Performance is last but no means least, now the PS5 only tops out at 1240p and can scale down to 720p, this is by far the softest mode and loses hair splines, lower LoD, shadows and again only RTGI in hideout means we do notice the sacrifices for that 60fps target. PS5 Pro can scale down to 900p levels but can also achieve 1440p (which appears to be the new target here). Again with a choice of TAAU or PSSR, but with PSSR the resolution never goes below 856p in my counts. The PS5 Pro manages to keep RTGI operational at least and offers a slightly sharper image than base PS5.
PS5 in its performance mode does remain close to that level pretty well, but the game appears to have some random issues that impact performance without glaringly obvious causes. Some are streaming issues, some are likely related to the Micropolygon work per frame, others may be RT, DRS and plain old fill-rate or bandwidth related, but we can have some 33ms spikes at times that can cause some judder with readouts never going below 50fps in my tests, they are not frequent but happen enough to notice them when they do.
PSSR costs approx 9.6% in performance, like for like, over TAAU. Likely similar base resolutions, but we do see more dips in the Performance mode using PSSR than TAAU with the trade off being superior image quality.
Balanced and Quality on PS5 Pro lock well to their 40 or 30fps target with some skips and dips that are largely in perceivable to most player.

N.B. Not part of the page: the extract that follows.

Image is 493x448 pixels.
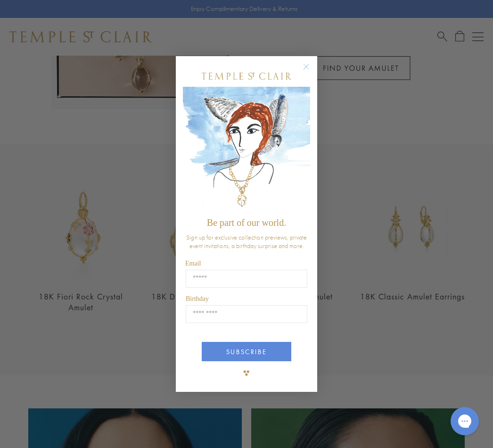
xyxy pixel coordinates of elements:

As PS5 Pro likely has headroom in these modes, the higher base resolutions mean PSSR has a noticeable, but smaller image boost over TAAU but no real cost ti performance now. As such PSSR makes the most sense in Performance but can be the only mode you notice the cost.
Summary
The AC series has been around for almost 20 years now, and in that time the series has grown in size, scale and rendering quality. With AC Shadows they have ramped up the technical tool kit, with a very obvious leaning towards key areas of the Snow Drop engine from massive, Volumetric clouds, procedural destruction and of course RT GI and Reflections. But, the core engine limits, gameplay loop and combat do not push forward as much as the veneer cover. AI is poor, robotic attacks, basic state models, clumps of enemies standing around and it feels far older in that score than the huge strides taken elsewhere. But most impactful are the bugs, many times kills and assassinations would fail, traversal can get you stuck on odd surfaces as it tracks an obvious spline through the scenery. Horse travel feels the most jarring, but combat also lacks the skill, range and flamboyant timing and parry that we go in GoT, and it is impossible to not compare the two. And on that score it falls short of the mark. It does still look stunning with excellent materials, lighting, foliage draw and models, albeit some areas in the cutscenes can range from very good, or not so good. But the demands on all hardware still feel higher compared to the visual return and performance, certainly on the RTX5090 area and, far less in the PS5 Pro, but the PSSR and balanced RT updates have shown there is clear room for improvement and the team will likely continue to patch and improve. But after a near 6 month delay, I would have hoped for a slightly higher level of quality, but I am very glad, as the version we would have got last year would have been far worse and not as polished as this version.